Dad chose to understand Good Parent’s enthusiasm as a kind of pledge and, long since sick of manipulating gluten, anyway, he quit his job at Useful to focus all his energy on Bonnie. He cashed out his 401(k) to fund a better home-laboratory. Let his beard go wild and took lunch in the lab. On weekends, we’d put it on a wheely-cart by the door. Knock three times and walk away. Once, I went up there with Brian, and we stayed after knocking. Dad came out.

I said, “Dad.”

He said, “No.” Then he ducked back inside.

Brian said Dad was a fuckface and I told him to shut up. Then Brian punched me in the stomach and I slapped the side of his head. It toppled him. He was smaller than me. When he sat up, his eyes narrow and wet, he said we were no longer brothers and vowed not to speak to me ever again.

Two years later, I got caught with a hard-on in the shower after gym. I wasn’t even looking at anybody, my eyes were closed, but Bill Rasmussen announced the news to the locker room. I could’ve taken him, easy, and I didn’t. It was mostly true what he said about me and I froze up.

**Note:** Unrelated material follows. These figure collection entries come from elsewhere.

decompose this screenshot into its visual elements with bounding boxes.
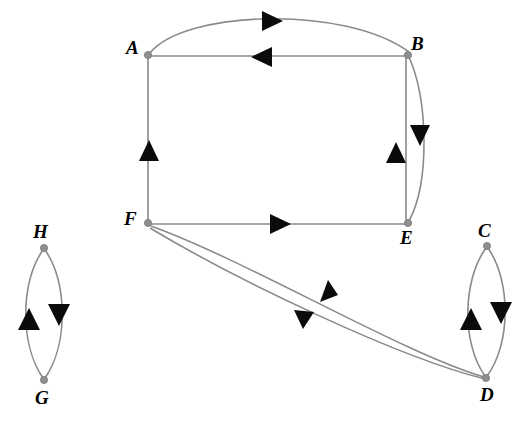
node-dot-h[interactable]	[40, 244, 47, 251]
node-label-b: B	[411, 34, 424, 53]
arrowhead-d-to-f	[320, 280, 338, 302]
arrowhead-c-to-d	[490, 302, 512, 324]
node-dot-f[interactable]	[144, 219, 151, 226]
node-label-f: F	[124, 209, 137, 228]
node-dot-d[interactable]	[482, 374, 489, 381]
arrowhead-layer	[18, 11, 512, 330]
node-dot-c[interactable]	[483, 242, 490, 249]
node-layer	[40, 51, 490, 383]
arrowhead-b-to-e	[410, 125, 430, 146]
diagram-canvas: A B C D E F G H	[0, 0, 526, 421]
edge-a-to-b	[150, 19, 409, 53]
node-label-c: C	[478, 221, 491, 240]
node-label-a: A	[126, 38, 139, 57]
node-label-g: G	[35, 388, 49, 407]
edge-layer	[26, 19, 505, 379]
arrowhead-h-to-g	[48, 304, 70, 326]
node-dot-a[interactable]	[144, 51, 151, 58]
node-label-h: H	[33, 222, 48, 241]
node-dot-e[interactable]	[404, 219, 411, 226]
arrowhead-g-to-h	[18, 308, 40, 330]
arrowhead-f-to-e	[270, 214, 291, 234]
arrowhead-e-to-b	[386, 142, 406, 163]
arrowhead-a-to-b	[262, 11, 283, 31]
node-label-d: D	[480, 385, 494, 404]
arrowhead-f-to-d	[294, 310, 314, 329]
arrowhead-f-to-a	[139, 140, 159, 161]
arrowhead-b-to-a	[251, 47, 272, 67]
arrowhead-d-to-c	[460, 308, 482, 330]
node-label-e: E	[400, 228, 413, 247]
directed-graph-figure	[0, 0, 526, 421]
edge-d-to-f	[151, 226, 484, 377]
node-dot-g[interactable]	[40, 376, 47, 383]
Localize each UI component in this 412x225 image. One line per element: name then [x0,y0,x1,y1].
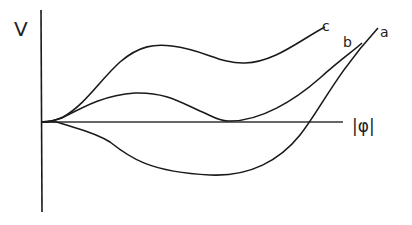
curve-a-label: a [380,24,389,40]
x-axis-label: |φ| [352,116,375,136]
y-axis-label: V [14,17,28,41]
curve-c-label: c [322,18,330,34]
curve-b [41,43,362,122]
curve-b-label: b [343,34,352,50]
y-axis [41,10,42,212]
potential-diagram: V |φ| a b c [0,0,412,225]
curve-a [41,28,378,175]
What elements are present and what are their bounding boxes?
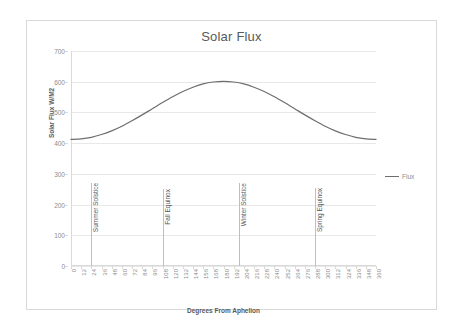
x-tick-mark <box>152 266 153 269</box>
x-tick-label: 120 <box>173 269 179 279</box>
x-tick-label: 12 <box>81 269 87 276</box>
x-tick-label: 360 <box>376 269 382 279</box>
x-tick-mark <box>183 266 184 269</box>
x-tick-mark <box>295 266 296 269</box>
x-tick-label: 300 <box>325 269 331 279</box>
y-tick-label: 700 <box>54 48 65 55</box>
x-tick-mark <box>142 266 143 269</box>
x-tick-label: 144 <box>193 269 199 279</box>
x-tick-mark <box>325 266 326 269</box>
x-axis-tick-labels: 0122436486072849610812013214415616818019… <box>71 269 376 303</box>
y-tick-label: 500 <box>54 109 65 116</box>
x-tick-label: 204 <box>244 269 250 279</box>
x-tick-label: 0 <box>71 269 77 272</box>
y-tick-label: 200 <box>54 201 65 208</box>
x-tick-label: 60 <box>122 269 128 276</box>
y-tick-mark <box>65 205 68 206</box>
x-tick-label: 132 <box>183 269 189 279</box>
x-tick-label: 96 <box>152 269 158 276</box>
x-tick-label: 48 <box>112 269 118 276</box>
x-tick-mark <box>366 266 367 269</box>
x-tick-mark <box>122 266 123 269</box>
x-tick-label: 252 <box>285 269 291 279</box>
y-tick-label: 600 <box>54 78 65 85</box>
x-tick-mark <box>102 266 103 269</box>
chart-container: Solar Flux Solar Flux W/M2 0100200300400… <box>26 20 437 310</box>
x-tick-mark <box>112 266 113 269</box>
x-tick-mark <box>356 266 357 269</box>
y-tick-mark <box>65 112 68 113</box>
y-tick-mark <box>65 143 68 144</box>
x-tick-label: 228 <box>264 269 270 279</box>
x-tick-label: 168 <box>213 269 219 279</box>
x-tick-label: 288 <box>315 269 321 279</box>
y-tick-mark <box>65 82 68 83</box>
x-tick-mark <box>163 266 164 269</box>
legend-label-flux: Flux <box>402 173 414 180</box>
x-tick-mark <box>213 266 214 269</box>
y-tick-mark <box>65 51 68 52</box>
x-tick-label: 24 <box>91 269 97 276</box>
legend-swatch-flux <box>385 176 399 178</box>
x-tick-mark <box>173 266 174 269</box>
x-tick-mark <box>132 266 133 269</box>
x-tick-mark <box>224 266 225 269</box>
x-tick-label: 240 <box>274 269 280 279</box>
x-tick-mark <box>254 266 255 269</box>
x-tick-label: 72 <box>132 269 138 276</box>
x-tick-mark <box>335 266 336 269</box>
x-tick-label: 264 <box>295 269 301 279</box>
x-tick-mark <box>285 266 286 269</box>
y-tick-label: 100 <box>54 232 65 239</box>
x-tick-mark <box>71 266 72 269</box>
x-tick-mark <box>81 266 82 269</box>
x-tick-label: 192 <box>234 269 240 279</box>
y-tick-mark <box>65 235 68 236</box>
x-tick-label: 276 <box>305 269 311 279</box>
x-tick-label: 312 <box>335 269 341 279</box>
x-tick-label: 156 <box>203 269 209 279</box>
x-axis-title: Degrees From Aphelion <box>71 307 376 314</box>
x-tick-label: 216 <box>254 269 260 279</box>
x-tick-mark <box>315 266 316 269</box>
x-tick-label: 348 <box>366 269 372 279</box>
x-tick-mark <box>305 266 306 269</box>
y-tick-label: 400 <box>54 140 65 147</box>
series-layer <box>71 51 376 266</box>
y-tick-mark <box>65 174 68 175</box>
y-tick-label: 300 <box>54 170 65 177</box>
x-tick-label: 324 <box>346 269 352 279</box>
chart-title: Solar Flux <box>27 29 436 44</box>
x-tick-label: 84 <box>142 269 148 276</box>
x-tick-mark <box>244 266 245 269</box>
x-tick-label: 108 <box>163 269 169 279</box>
x-tick-mark <box>264 266 265 269</box>
y-axis-tick-labels: 0100200300400500600700 <box>27 51 69 266</box>
x-tick-label: 180 <box>224 269 230 279</box>
x-tick-mark <box>234 266 235 269</box>
x-tick-mark <box>346 266 347 269</box>
x-tick-mark <box>376 266 377 269</box>
y-tick-mark <box>65 266 68 267</box>
flux-line-series <box>71 51 376 266</box>
x-tick-label: 336 <box>356 269 362 279</box>
series-line-flux <box>71 81 376 139</box>
x-tick-mark <box>193 266 194 269</box>
x-tick-mark <box>203 266 204 269</box>
x-tick-mark <box>91 266 92 269</box>
plot-area: Summer SolsticeFall EquinoxWinter Solsti… <box>71 51 376 266</box>
x-tick-label: 36 <box>102 269 108 276</box>
x-tick-mark <box>274 266 275 269</box>
chart-legend: Flux <box>385 173 414 180</box>
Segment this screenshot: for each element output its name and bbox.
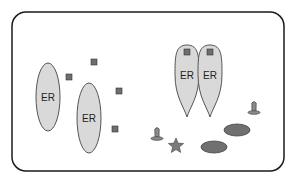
dark-ellipse	[201, 141, 227, 153]
square-particle	[66, 74, 72, 80]
dark-ellipse	[224, 124, 250, 136]
star-group	[168, 138, 183, 152]
er-label: ER	[180, 70, 194, 81]
square-particle	[207, 49, 213, 55]
square-particle	[116, 88, 122, 94]
square-particle	[91, 59, 97, 65]
square-particle	[112, 126, 118, 132]
dark-ellipse-group	[201, 124, 250, 153]
budding-er: ER	[198, 45, 222, 117]
cone-shape	[151, 128, 163, 141]
budding-er-group: ERER	[175, 45, 222, 117]
cone-shape	[248, 102, 260, 115]
square-particle	[184, 49, 190, 55]
diagram-canvas: ERER ERER	[0, 0, 299, 183]
er-ellipse: ER	[77, 83, 101, 153]
er-label: ER	[41, 92, 55, 103]
er-label: ER	[82, 113, 96, 124]
er-label: ER	[203, 70, 217, 81]
budding-er: ER	[175, 45, 199, 117]
star-shape	[168, 138, 183, 152]
er-ellipse: ER	[36, 63, 60, 131]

When I came home from school, Dad was singing to the twins in the kitchen. Old Beatles songs. I went in there. He crooned at the three of us, clapped beats out on the counter. At first, we held back our laughter because we liked it and didn’t want to give him any kind of victory, but he kept going so long, and he won. We had to laugh to stop him. He’d finished Bonnie’s infrastructure. “Tomorrow’s payday,” he told us. He sliced up some apples and made us triple-decker grilled cheeses in a pan.

Timmy, newly vegan, gave his sandwich to Brian. Brian said, “No way this means you get Claudia.”

Claudia Berman was a high-haired, flat-chested baton-twirler who lived across the street. Sometimes she called and asked for Timmy. Sometimes Brian.

“I think she likes me,” Timmy said.

Brian said, “No one likes you.”

“Well, I definitely like her, even if she doesn’t like me. She has kind eyes, I think.”

“She thinks you’re an asshole, Timmy.”

When Dad brought the new Bonnie to Good Parent, they slapped him on the back and called him a visionary. Then they said they needed something much simpler: Dad had designed the mini-tract to take any type of food you could jam into the doll’s mouth — he figured that little girls would thrill to feed Bonnie the same food that they themselves were eating — but Good Parent figured they would do better with a Bonnie who was only able to digest a perishable, vitamin-enriched protein paste that required refrigeration and could be sold for five dollars a tube. So they told him to dumb down the mini-tract and create a paste. “Something that smells good,” they told him.